Register | Forget Password | Login
Search :
SecurityReason

News

Search

SecurityAlert

About SecurityAlert

ExploitAlert

SecurityReason Research

WLB

WLB Database

Send to WLB

About WLB

RSS

News

SecurityAlert

World Laboratory of Bugtraq

ExploitAlert

Apache

PHP

Corporate

Contact

About us

Services

SecurePHP

Note

If you have found a vulnerability, please send to our SecurityAlert Database :
secalert()securityreason()com

Also if you have new ( 0-day ) exploit, please send to our ExploitAlert Archive :
exploit()securityreason()com

News from: Programs

» Topic:  Camera phones will be high-precision scanners

» Added by:  sp3x

» Date:  19.9.2005

  The software, developed by NEC and the Nara Institute of Science and Technology (NAIST) in Japan, goes further than existing cellphone camera technology by allowing entire documents to be scanned simply by sweeping the phone across the page.

Commuters in Japan already anger bookstore owners and newsagents by using existing cellphone software to try to take snapshots of newspaper and magazine articles to finish reading on the train to work.

This is only possible because some phones now offer very rudimentary optical character recognition (OCR) software which allows small amounts of text to be captured and digitised from images.

But with the new software entire documents can be captured. As a page is being scanned the OCR software takes dozens of still images of the page and effectively merges them together using the outline of the page as a reference guide. The software can also detect the curvature of the page and correct any distortion so caused, enabling even the areas near the binding to be scanned clearly.
Copyright furore

Using the new software with a 1-megapixel camera held at least 20centimetres away, an A4 sized page takes about 3 to 5 seconds to scan. This produces between 21 and 35 images which the software merges together to extract the text and record any images.

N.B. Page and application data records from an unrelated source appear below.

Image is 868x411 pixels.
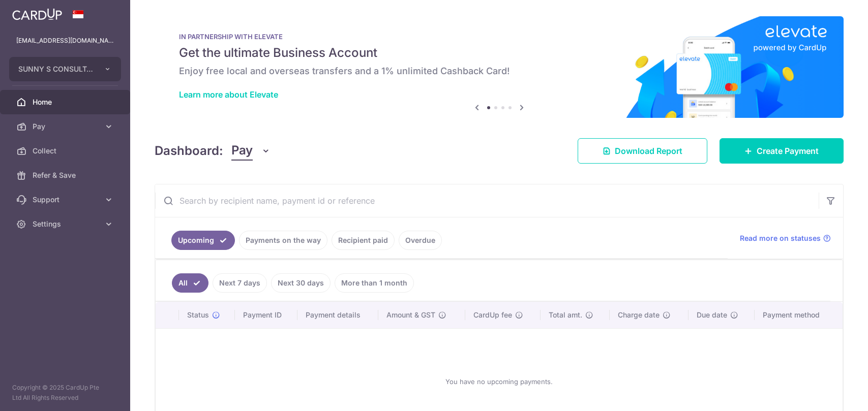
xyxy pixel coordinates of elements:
span: Pay [32,121,100,131]
a: All [172,273,209,292]
span: Read more on statuses [740,234,821,244]
th: Payment method [755,302,843,328]
a: Create Payment [720,138,844,164]
a: Next 30 days [271,273,331,292]
span: Support [32,195,100,205]
img: CardUp [12,8,62,20]
span: Home [32,97,100,107]
a: Upcoming [171,231,235,250]
a: Next 7 days [213,273,267,292]
span: Pay [232,142,252,160]
a: Payments on the way [239,231,327,250]
h5: Get the ultimate Business Account [179,45,819,61]
span: Settings [32,219,100,229]
span: Collect [32,146,100,156]
h6: Enjoy free local and overseas transfers and a 1% unlimited Cashback Card! [179,65,819,77]
button: Pay [232,142,270,160]
span: Refer & Save [32,170,100,180]
span: Due date [697,310,727,320]
p: [EMAIL_ADDRESS][DOMAIN_NAME] [17,36,114,46]
th: Payment details [298,302,378,328]
p: IN PARTNERSHIP WITH ELEVATE [179,32,819,41]
a: Download Report [577,138,708,164]
span: Status [187,310,209,320]
a: Overdue [398,231,442,250]
a: Learn more about Elevate [179,89,278,100]
span: Download Report [615,145,682,157]
span: Amount & GST [386,310,435,320]
span: CardUp fee [473,310,512,320]
a: Recipient paid [332,231,395,250]
span: Charge date [618,310,659,320]
a: More than 1 month [334,273,414,292]
span: Total amt. [549,310,583,320]
img: Renovation banner [155,17,844,118]
button: SUNNY S CONSULTANCY [9,57,121,81]
span: SUNNY S CONSULTANCY [18,64,93,74]
span: Create Payment [757,145,819,157]
th: Payment ID [235,302,298,328]
h4: Dashboard: [155,142,223,160]
input: Search by recipient name, payment id or reference [155,185,819,217]
a: Read more on statuses [740,234,831,244]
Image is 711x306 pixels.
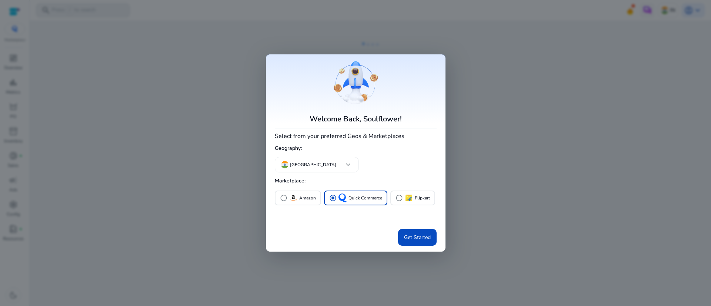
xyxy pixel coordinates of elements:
[281,161,289,169] img: in.svg
[396,194,403,202] span: radio_button_unchecked
[275,175,437,187] h5: Marketplace:
[289,194,298,203] img: amazon.svg
[398,229,437,246] button: Get Started
[415,194,430,202] p: Flipkart
[349,194,382,202] p: Quick Commerce
[290,161,336,168] p: [GEOGRAPHIC_DATA]
[404,194,413,203] img: flipkart.svg
[338,194,347,203] img: QC-logo.svg
[299,194,316,202] p: Amazon
[329,194,337,202] span: radio_button_checked
[344,160,353,169] span: keyboard_arrow_down
[275,143,437,155] h5: Geography:
[280,194,287,202] span: radio_button_unchecked
[404,234,431,241] span: Get Started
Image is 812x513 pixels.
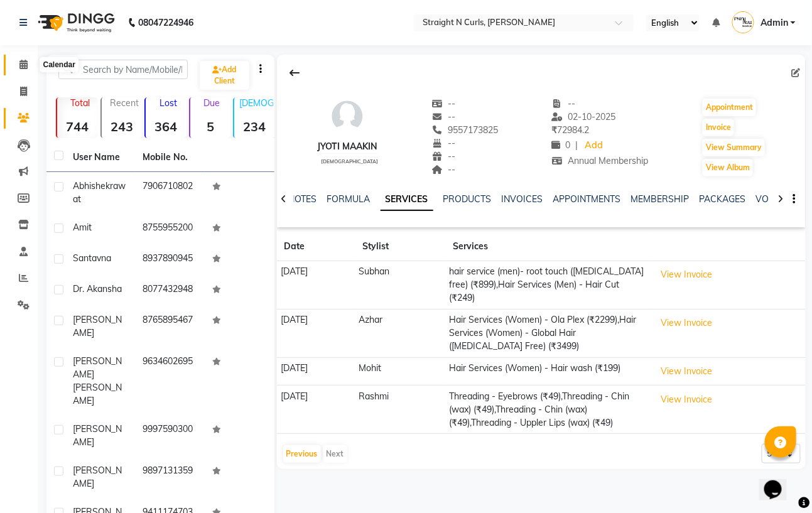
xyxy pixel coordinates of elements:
[32,5,118,40] img: logo
[62,97,98,108] p: Total
[277,232,355,261] th: Date
[445,232,652,261] th: Services
[199,61,249,90] a: Add Client
[73,382,122,407] span: [PERSON_NAME]
[239,97,275,108] p: [DEMOGRAPHIC_DATA]
[552,111,615,123] span: 02-10-2025
[703,98,756,116] button: Appointment
[135,143,205,172] th: Mobile No.
[135,457,205,498] td: 9897131359
[445,309,652,357] td: Hair Services (Women) - Ola Plex (₹2299),Hair Services (Women) - Global Hair ([MEDICAL_DATA] Free...
[445,386,652,434] td: Threading - Eyebrows (₹49),Threading - Chin (wax) (₹49),Threading - Chin (wax) (₹49),Threading - ...
[655,390,718,409] button: View Invoice
[329,97,366,135] img: avatar
[73,314,122,338] span: [PERSON_NAME]
[135,172,205,214] td: 7906710802
[146,118,187,135] strong: 364
[759,463,800,500] iframe: chat widget
[552,155,648,166] span: Annual Membership
[432,125,499,136] span: 9557173825
[135,214,205,244] td: 8755955200
[66,143,135,172] th: User Name
[432,111,456,123] span: --
[502,194,543,205] a: INVOICES
[443,194,492,205] a: PRODUCTS
[316,140,378,153] div: Jyoti maakin
[151,97,187,108] p: Lost
[135,415,205,457] td: 9997590300
[73,283,122,295] span: Dr. Akansha
[277,386,355,434] td: [DATE]
[107,97,143,108] p: Recent
[73,180,110,191] span: abhishek
[102,118,143,135] strong: 243
[552,139,571,151] span: 0
[289,194,318,205] a: NOTES
[355,386,445,434] td: Rashmi
[703,159,753,176] button: View Album
[552,98,575,109] span: --
[58,60,188,79] input: Search by Name/Mobile/Email/Code
[355,309,445,357] td: Azhar
[381,188,433,211] a: SERVICES
[135,347,205,415] td: 9634602695
[432,137,456,149] span: --
[283,445,321,463] button: Previous
[135,244,205,275] td: 8937890945
[355,232,445,261] th: Stylist
[432,164,456,176] span: --
[73,222,92,233] span: Amit
[277,357,355,386] td: [DATE]
[655,362,718,381] button: View Invoice
[73,252,111,264] span: Santavna
[355,357,445,386] td: Mohit
[193,97,231,108] p: Due
[703,139,766,156] button: View Summary
[552,125,589,136] span: 72984.2
[135,275,205,306] td: 8077432948
[73,356,122,380] span: [PERSON_NAME]
[445,261,652,309] td: hair service (men)- root touch ([MEDICAL_DATA] free) (₹899),Hair Services (Men) - Hair Cut (₹249)
[282,61,309,85] div: Back to Client
[432,151,456,162] span: --
[700,194,746,205] a: PACKAGES
[575,139,578,152] span: |
[234,118,275,135] strong: 234
[432,98,456,109] span: --
[655,265,718,285] button: View Invoice
[328,194,370,205] a: FORMULA
[761,16,788,29] span: Admin
[756,194,806,205] a: VOUCHERS
[135,306,205,347] td: 8765895467
[277,261,355,309] td: [DATE]
[733,11,755,34] img: Admin
[57,118,98,135] strong: 744
[655,313,718,333] button: View Invoice
[552,125,557,136] span: ₹
[632,194,690,205] a: MEMBERSHIP
[355,261,445,309] td: Subhan
[321,158,378,165] span: [DEMOGRAPHIC_DATA]
[583,136,605,155] a: Add
[703,118,735,136] button: Invoice
[138,5,194,40] b: 08047224946
[73,423,122,448] span: [PERSON_NAME]
[40,57,78,72] div: Calendar
[73,465,122,489] span: [PERSON_NAME]
[445,357,652,386] td: Hair Services (Women) - Hair wash (₹199)
[190,118,231,135] strong: 5
[277,309,355,357] td: [DATE]
[553,194,622,205] a: APPOINTMENTS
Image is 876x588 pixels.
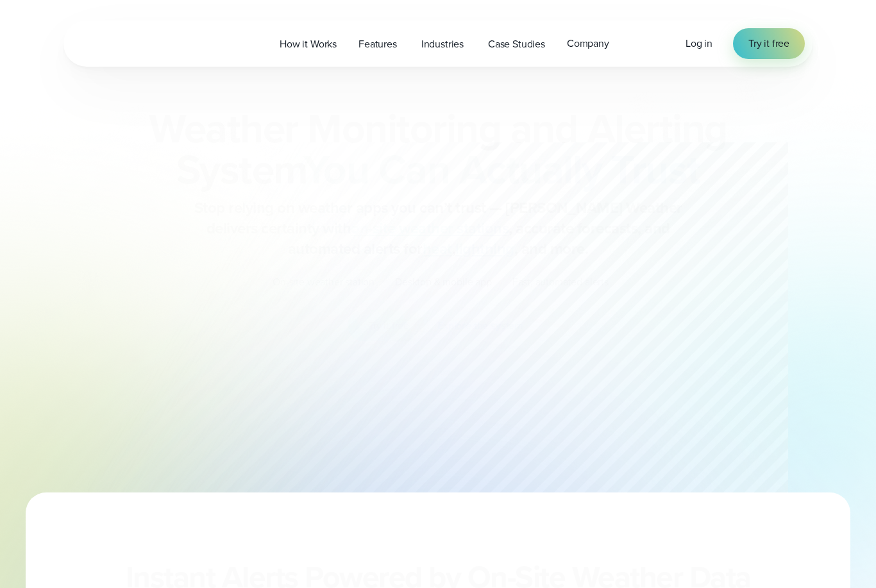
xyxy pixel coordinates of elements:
span: How it Works [280,37,336,52]
a: Log in [686,36,712,52]
span: Try it free [748,36,790,52]
span: Company [567,36,609,52]
a: Try it free [733,28,805,59]
span: Features [358,37,397,52]
a: How it Works [269,31,348,57]
span: Log in [686,36,712,51]
span: Industries [421,37,463,52]
a: Case Studies [477,31,556,57]
span: Case Studies [488,37,545,52]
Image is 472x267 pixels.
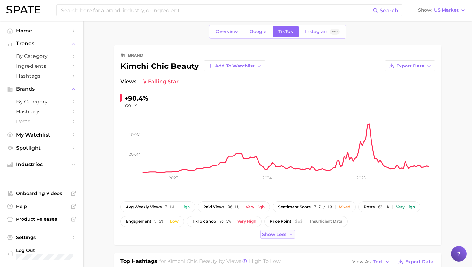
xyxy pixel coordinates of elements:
[16,28,67,34] span: Home
[305,29,329,34] span: Instagram
[16,86,67,92] span: Brands
[142,78,179,85] span: falling star
[237,219,256,224] div: Very high
[159,257,281,266] h2: for by Views
[16,73,67,79] span: Hashtags
[16,119,67,125] span: Posts
[128,51,143,59] div: brand
[169,175,178,180] tspan: 2023
[16,191,67,196] span: Onboarding Videos
[124,103,132,108] span: YoY
[124,103,138,108] button: YoY
[5,189,78,198] a: Onboarding Videos
[5,246,78,262] a: Log out. Currently logged in with e-mail mathilde@spate.nyc.
[397,63,425,69] span: Export Data
[339,205,351,209] div: Mixed
[364,205,375,209] span: posts
[121,60,265,71] div: kimchi chic beauty
[16,247,73,253] span: Log Out
[187,216,262,227] button: TikTok shop96.5%Very high
[353,260,372,264] span: View As
[406,259,434,264] span: Export Data
[6,6,40,13] img: SPATE
[129,151,140,156] tspan: 20.0m
[121,257,157,266] h1: Top Hashtags
[380,7,398,13] span: Search
[210,26,244,37] a: Overview
[167,258,218,264] span: kimchi chic beauty
[418,8,433,12] span: Show
[5,39,78,49] button: Trends
[170,219,179,224] div: Low
[270,219,291,224] span: price point
[5,71,78,81] a: Hashtags
[261,230,295,239] button: Show less
[278,205,311,209] span: sentiment score
[300,26,345,37] a: InstagramBeta
[262,232,287,237] span: Show less
[192,219,216,224] span: TikTok shop
[16,53,67,59] span: by Category
[250,29,267,34] span: Google
[228,205,239,209] span: 96.1%
[351,258,392,266] button: View AsText
[396,257,435,266] button: Export Data
[121,78,137,85] span: Views
[314,205,332,209] span: 7.7 / 10
[16,109,67,115] span: Hashtags
[417,6,468,14] button: ShowUS Market
[5,201,78,211] a: Help
[396,205,415,209] div: Very high
[273,201,356,212] button: sentiment score7.7 / 10Mixed
[5,130,78,140] a: My Watchlist
[279,29,293,34] span: TikTok
[124,93,148,103] div: +90.4%
[5,61,78,71] a: Ingredients
[5,143,78,153] a: Spotlight
[374,260,383,264] span: Text
[198,201,270,212] button: paid views96.1%Very high
[246,205,265,209] div: Very high
[121,201,195,212] button: avg.weekly views7.1mHigh
[264,216,348,227] button: price pointInsufficient Data
[273,26,299,37] a: TikTok
[332,29,338,34] span: Beta
[5,84,78,94] button: Brands
[263,175,272,180] tspan: 2024
[16,216,67,222] span: Product Releases
[5,160,78,169] button: Industries
[357,175,366,180] tspan: 2025
[5,97,78,107] a: by Category
[165,205,174,209] span: 7.1m
[142,79,147,84] img: falling star
[126,219,151,224] span: engagement
[434,8,459,12] span: US Market
[216,29,238,34] span: Overview
[16,99,67,105] span: by Category
[60,5,373,16] input: Search here for a brand, industry, or ingredient
[16,203,67,209] span: Help
[126,205,162,209] span: weekly views
[5,26,78,36] a: Home
[121,216,184,227] button: engagement3.3%Low
[16,235,67,240] span: Settings
[126,204,135,209] abbr: average
[5,233,78,242] a: Settings
[204,60,265,71] button: Add to Watchlist
[5,51,78,61] a: by Category
[155,219,164,224] span: 3.3%
[359,201,421,212] button: posts63.1kVery high
[5,214,78,224] a: Product Releases
[16,132,67,138] span: My Watchlist
[16,145,67,151] span: Spotlight
[16,63,67,69] span: Ingredients
[310,219,343,224] div: Insufficient Data
[245,26,272,37] a: Google
[16,41,67,47] span: Trends
[5,107,78,117] a: Hashtags
[249,258,281,264] span: high to low
[129,132,140,137] tspan: 40.0m
[378,205,389,209] span: 63.1k
[215,63,255,69] span: Add to Watchlist
[219,219,231,224] span: 96.5%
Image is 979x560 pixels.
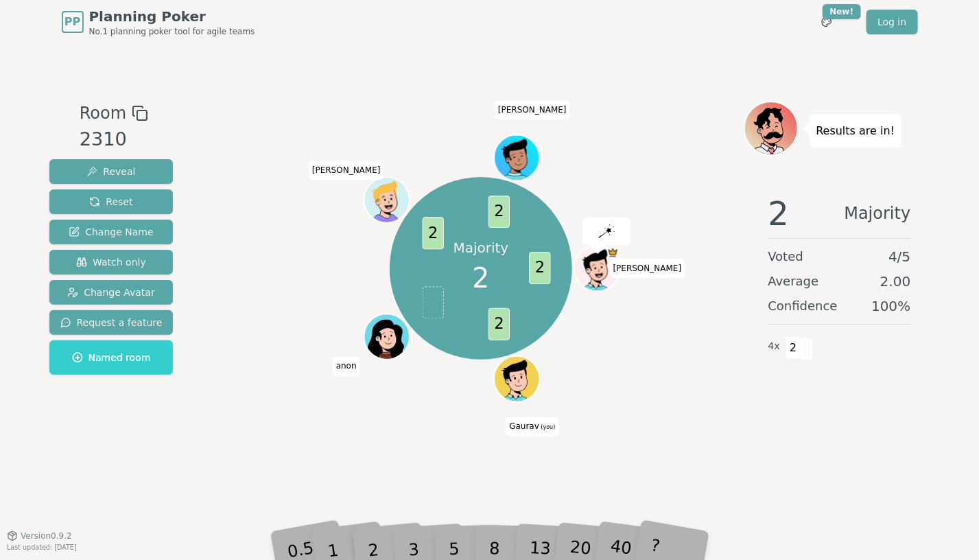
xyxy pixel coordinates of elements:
[768,339,780,354] span: 4 x
[453,238,509,258] p: Majority
[49,159,173,184] button: Reveal
[472,258,489,298] span: 2
[871,296,910,316] span: 100 %
[768,296,837,316] span: Confidence
[599,225,615,238] img: reveal
[422,218,444,250] span: 2
[89,26,255,37] span: No.1 planning poker tool for agile teams
[880,272,911,291] span: 2.00
[62,7,255,37] a: PPPlanning PokerNo.1 planning poker tool for agile teams
[7,543,76,551] span: Last updated: [DATE]
[814,10,839,34] button: New!
[844,197,911,229] span: Majority
[79,101,126,126] span: Room
[866,10,917,34] a: Log in
[89,7,255,26] span: Planning Poker
[768,197,790,229] span: 2
[49,189,173,214] button: Reset
[333,356,360,376] span: Click to change your name
[20,531,72,541] span: Version 0.9.2
[49,280,173,305] button: Change Avatar
[888,247,910,266] span: 4 / 5
[768,247,804,266] span: Voted
[79,126,148,154] div: 2310
[65,14,80,30] span: PP
[76,255,146,269] span: Watch only
[823,4,862,19] div: New!
[785,336,801,359] span: 2
[309,161,384,180] span: Click to change your name
[610,258,685,278] span: Click to change your name
[529,253,550,285] span: 2
[488,308,510,340] span: 2
[505,417,559,436] span: Click to change your name
[86,165,135,178] span: Reveal
[72,350,151,364] span: Named room
[49,310,173,335] button: Request a feature
[495,100,570,119] span: Click to change your name
[768,272,819,291] span: Average
[60,316,163,329] span: Request a feature
[49,340,173,375] button: Named room
[495,357,538,401] button: Click to change your avatar
[69,225,153,239] span: Change Name
[49,220,173,244] button: Change Name
[7,531,72,541] button: Version0.9.2
[89,195,133,208] span: Reset
[539,425,556,431] span: (you)
[607,247,619,258] span: Mike is the host
[67,286,155,299] span: Change Avatar
[488,196,510,228] span: 2
[49,250,173,274] button: Watch only
[816,121,895,140] p: Results are in!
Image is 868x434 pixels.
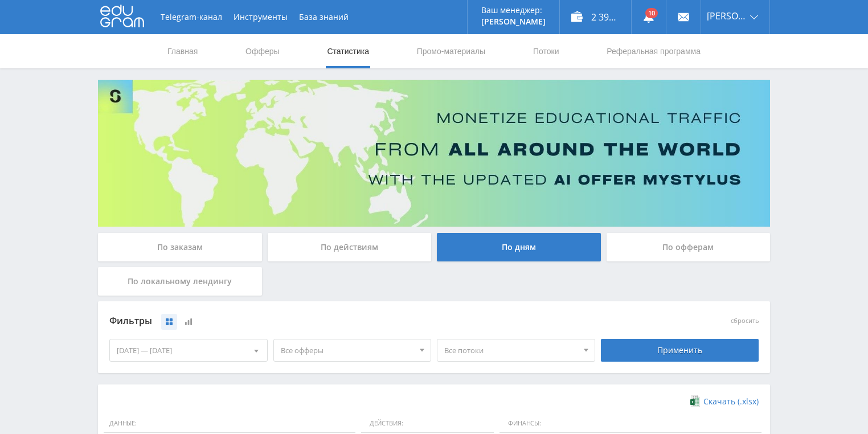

“The goal of our research is to enable mobile phones to be used as portable faxes or scanners that can be used any time,” an NEC spokesman told New Scientist.

But the concern now is that this technology will catapult the publishing industry into a copyright furore similar to that which has gripped the recording industry in recent years.

“There’s no easy solution,” says Andrew Yates, intellectual property adviser to the UK’s Periodical Publisher’s Association in London.

“The music industry has been struggling with this for some time,” he says. But with music the issue is whether or not you allow people to copy music they have already purchased, says Yates.
Cause for alarm

With print publishing the situation appears to be even more intractable because the new software will make it possible to make copies without even purchasing the original, he says.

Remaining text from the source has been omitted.